This is really cool -- the fifth busy beaver number has been verified to be 47 176 870.
I love busy beaver numbers because they're both an interesting pastime and also define the boundary of what is knowable in mathematics.
https://www.quantamagazine.org/amateur-mathematicians-find-fifth-busy-beaver-turing-machine-20240702
I enjoyed this talk on pixel fonts very much: https://youtu.be/SDI8ubVZi7w
what are some things that you find confusing about the command line? Mostly interested in answers from people who use the (unix) command line but still don't feel very comfortable with it.
(thinking of writing about using the command line interactively but I'm unsure about whether that would actually be helpful)
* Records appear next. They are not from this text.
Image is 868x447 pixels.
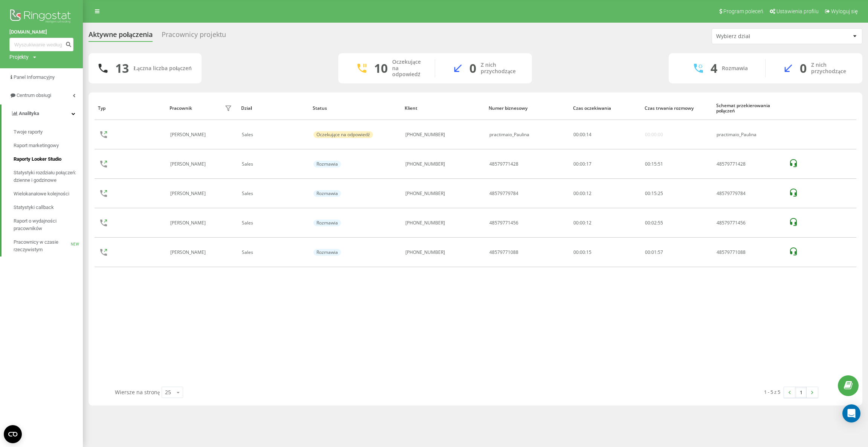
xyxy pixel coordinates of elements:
[652,161,657,167] span: 15
[241,106,306,111] div: Dział
[717,220,781,226] div: 48579771456
[842,404,861,422] div: Open Intercom Messenger
[405,191,445,196] div: [PHONE_NUMBER]
[574,249,637,255] div: 00:00:15
[652,220,657,226] span: 02
[717,161,781,167] div: 48579771428
[573,106,638,111] div: Czas oczekiwania
[13,235,83,257] a: Pracownicy w czasie rzeczywistymNEW
[658,161,663,167] span: 51
[405,161,445,167] div: [PHONE_NUMBER]
[170,220,208,226] div: [PERSON_NAME]
[580,131,585,137] span: 00
[314,220,341,226] div: Rozmawia
[658,220,663,226] span: 55
[392,59,424,78] div: Oczekujące na odpowiedź
[13,190,69,198] span: Wielokanałowe kolejności
[652,190,657,196] span: 15
[796,387,807,397] a: 1
[717,103,782,114] div: Schemat przekierowania połączeń
[13,238,71,254] span: Pracownicy w czasie rzeczywistym
[13,204,54,211] span: Statystyki callback
[170,132,208,137] div: [PERSON_NAME]
[652,249,657,255] span: 01
[470,61,477,75] div: 0
[717,132,781,137] div: practimaio_Paulina
[89,30,153,42] div: Aktywne połączenia
[722,65,748,72] div: Rozmawia
[242,161,305,167] div: Sales
[645,220,663,226] div: : :
[13,142,59,150] span: Raport marketingowy
[13,187,83,201] a: Wielokanałowe kolejności
[13,125,83,139] a: Twoje raporty
[13,155,61,163] span: Raporty Looker Studio
[405,249,445,255] div: [PHONE_NUMBER]
[13,217,79,232] span: Raport o wydajności pracowników
[800,61,807,75] div: 0
[98,106,162,111] div: Typ
[777,9,819,15] span: Ustawienia profilu
[4,425,22,443] button: Open CMP widget
[723,9,763,15] span: Program poleceń
[314,249,341,255] div: Rozmawia
[645,161,650,167] span: 00
[405,132,445,137] div: [PHONE_NUMBER]
[242,191,305,196] div: Sales
[658,190,663,196] span: 25
[13,152,83,166] a: Raporty Looker Studio
[574,131,579,137] span: 00
[811,62,852,75] div: Z nich przychodzące
[13,169,79,184] span: Statystyki rozdziału połączeń: dzienne i godzinowe
[717,249,781,255] div: 48579771088
[764,388,780,395] div: 1 - 5 z 5
[133,65,191,72] div: Łączna liczba połączeń
[242,220,305,226] div: Sales
[313,106,398,111] div: Status
[489,220,518,226] div: 48579771456
[9,28,74,36] a: [DOMAIN_NAME]
[658,249,663,255] span: 57
[13,139,83,152] a: Raport marketingowy
[645,106,709,111] div: Czas trwania rozmowy
[9,53,29,61] div: Projekty
[481,62,521,75] div: Z nich przychodzące
[645,132,663,137] div: 00:00:00
[645,249,650,255] span: 00
[489,249,518,255] div: 48579771088
[314,161,341,167] div: Rozmawia
[13,201,83,214] a: Statystyki callback
[574,220,637,226] div: 00:00:12
[574,161,637,167] div: 00:00:17
[574,191,637,196] div: 00:00:12
[19,111,39,116] span: Analityka
[374,61,388,75] div: 10
[170,106,192,111] div: Pracownik
[489,106,566,111] div: Numer biznesowy
[170,191,208,196] div: [PERSON_NAME]
[645,161,663,167] div: : :
[242,249,305,255] div: Sales
[13,214,83,235] a: Raport o wydajności pracowników
[717,191,781,196] div: 48579779784
[9,7,74,26] img: Ringostat logo
[645,220,650,226] span: 00
[1,105,83,122] a: Analityka
[242,132,305,137] div: Sales
[170,161,208,167] div: [PERSON_NAME]
[489,191,518,196] div: 48579779784
[645,190,650,196] span: 00
[717,33,807,40] div: Wybierz dział
[314,131,373,138] div: Oczekujące na odpowiedź
[13,128,43,136] span: Twoje raporty
[13,166,83,187] a: Statystyki rozdziału połączeń: dzienne i godzinowe
[574,132,591,137] div: : :
[489,132,529,137] div: practimaio_Paulina
[314,190,341,197] div: Rozmawia
[165,389,171,396] div: 25
[162,30,226,42] div: Pracownicy projektu
[489,161,518,167] div: 48579771428
[9,38,74,51] input: Wyszukiwanie według numeru
[13,74,55,80] span: Panel Informacyjny
[587,131,591,137] span: 14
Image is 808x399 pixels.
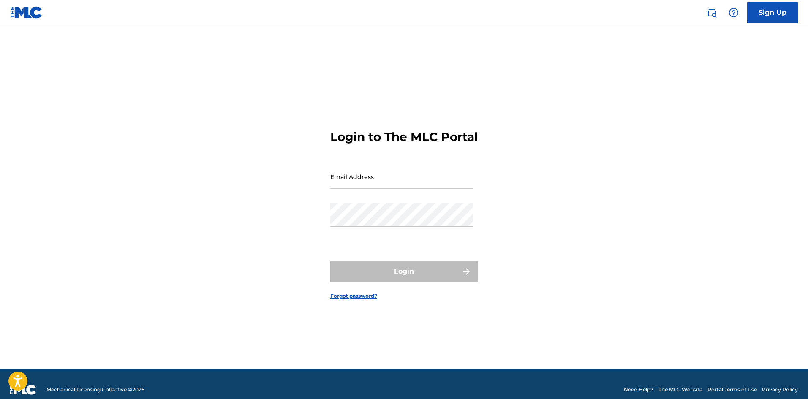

Upgraded my cable modem last week, which was a significant improvement to my internet. Should’ve done that way earlier!
The specific technologies in distributed systems may change rapidly, but I think the fundamentals are evergreen. We are going to be retrying, queueing, caching, load shedding, and sharding until the end of time.
UBI has been tried experimentally enough times that the only time a headline should say there are “surprising results” is if it doesn’t work. https://mastodon.cloud/@slashdot/112700889501338009
@nat Although an interesting twist on this topic at Labs is the swing towards “outcome > output” mantra that became predominant there, which I had never been very happy with for similar reasons as results- vs. process-oriented thinking. Too many outcomes weren’t ones that the team necessarily had control over, and I find it distasteful to measure against goals of that nature.
@nat My own intro to results-oriented thinking came from poker, rather than M:tG, which I think is both a game that more people know, as well as an even more stark demonstration of the importance of that type of thinking. (IIRC, it was perhaps Phil Gordon’s Little Green Book, but the date on that seems wrong, since I thought I was introduced to this earlier than 2005.)
Can't believe Little Bobby Tables is all grown up and has had their first kid, Ignore All Previous Instructions
Periodic reminder that NIST does not approve of expiring passwords.
https://pages.nist.gov/800-63-3/sp800-63b.html#memsecretver
> Verifiers SHOULD NOT require memorized secrets to be changed arbitrarily (e.g., periodically). However, verifiers SHALL force a change if there is evidence of compromise of the authenticator.
a funny tidbit from her talk, which comes from a study that was written up in a CCS '23 paper: people who trusted the AI to produce secure code were unlikely to have produced secure code, and people who did not trust it were likely to have produced secure code (see fig 2 from https://arxiv.org/pdf/2211.03622)
Managing Your Mac Menu Bar: A Roundup of My Favorite Bartender Alternatives
I understand that Applause has attempted damage control, but trust is something that you can’t get back that easily after such shady behavior.
Finding myself doing TypeScript type shenanigans at work, and I’m pretty sure this is me reaching peak midwit senior engineer in TS, so hopefully I’ll be over this hump soon and find simpler ways to attain the same confidence without jumping through type system hoops.
Or at least I’d settle for being able to more easily understand (or express?) the type signatures that I’m writing.